A virtual image of an astronaut spacewalking outside the Shenzhou VII spaceship. [Photo: enorth.com.cn]
An airlock module for the Shenzhou VII spaceship and an extravehicular spacesuit - key elements of China's first spacewalk mission scheduled for later this year - have passed initial ground tests, a top scientist said yesterday.
"Both the airlock module and the extravehicular spacesuit passed the tests, which simulated the zero-gravity environment of space," Yang Baohua, head of the China Academy of Space Technology, said.
"This boosts our confidence in the spacewalk," he said on the sidelines of an event to celebrate the academy's 40th anniversary.
The academy designed all previous Shenzhou spaceships and the moon probe Chang'e I, launched last year.
Although an exact date has yet to be set for the spacewalk, the Shenzhou VII will be launched from Jiuquan, Gansu Province, with three astronauts on board.

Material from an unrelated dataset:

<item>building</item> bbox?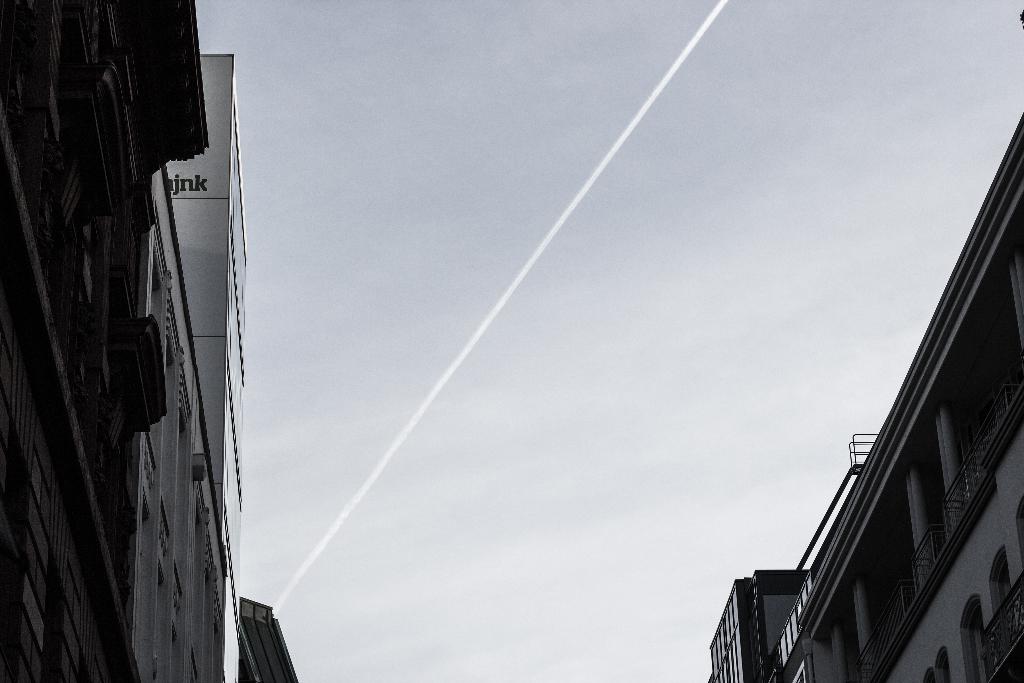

It will be the latest milestone in China's manned flight history.
The airlock module and extravehicular spacesuit are essential elements of the mission and their design provided tough challenges for the country's scientists.
The airlock is a pressure chamber linking the main body of the spacecraft to the outside. It is a complex piece of equipment but was not required on the previous six Shenzhou space flights, Yang said.

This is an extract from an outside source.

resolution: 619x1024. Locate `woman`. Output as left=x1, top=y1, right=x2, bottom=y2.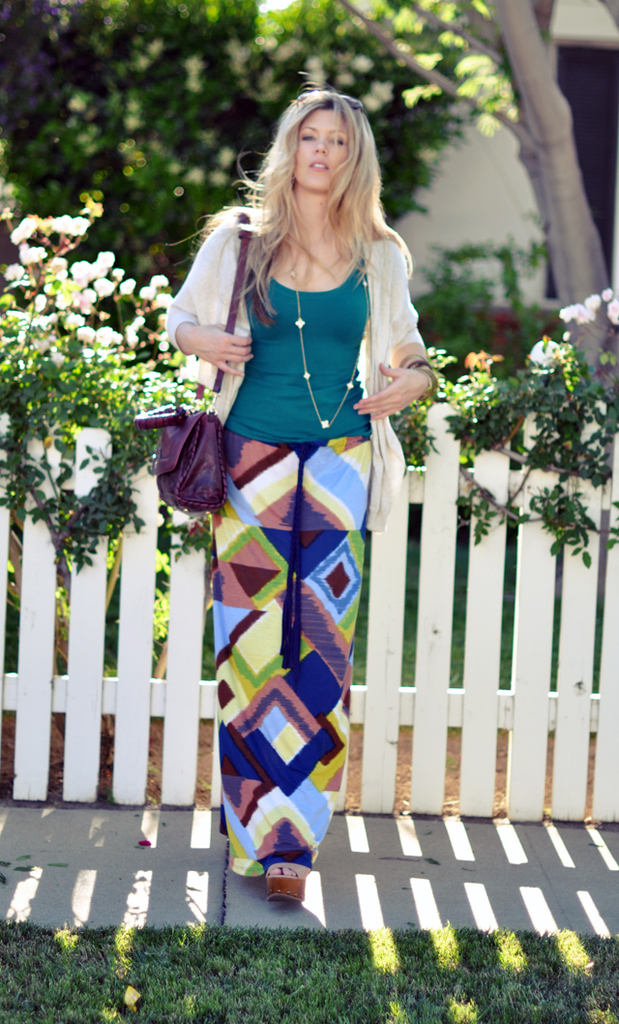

Similarly, the extravehicular spacesuit, developed by other scientific institutes, is also technologically much more demanding, compared with the intra-vehicular spacesuits worn by astronauts on earlier missions. It must protect astronauts from dramatic temperature changes and radiation in space, as well as provide them with food, oxygen and equipment to communicate with the spaceship, experts said.
Fourteen candidates have been undergoing training for the Shenzhou VII mission, including Yang Liwei, China's first astronaut, who was aboard
Shenzhou V in 2003.
But the final three have yet to be named.
The spacewalk mission is expected to be broadcast live on television.
Yang Baohua said the spaceship's re-entry module is the largest in the world in terms of its available space. Once it returns to Earth, the orbital module will remain in space to carry out experiments.
A successful spacewalk mission will lay the foundation for a space laboratory and space station, he said.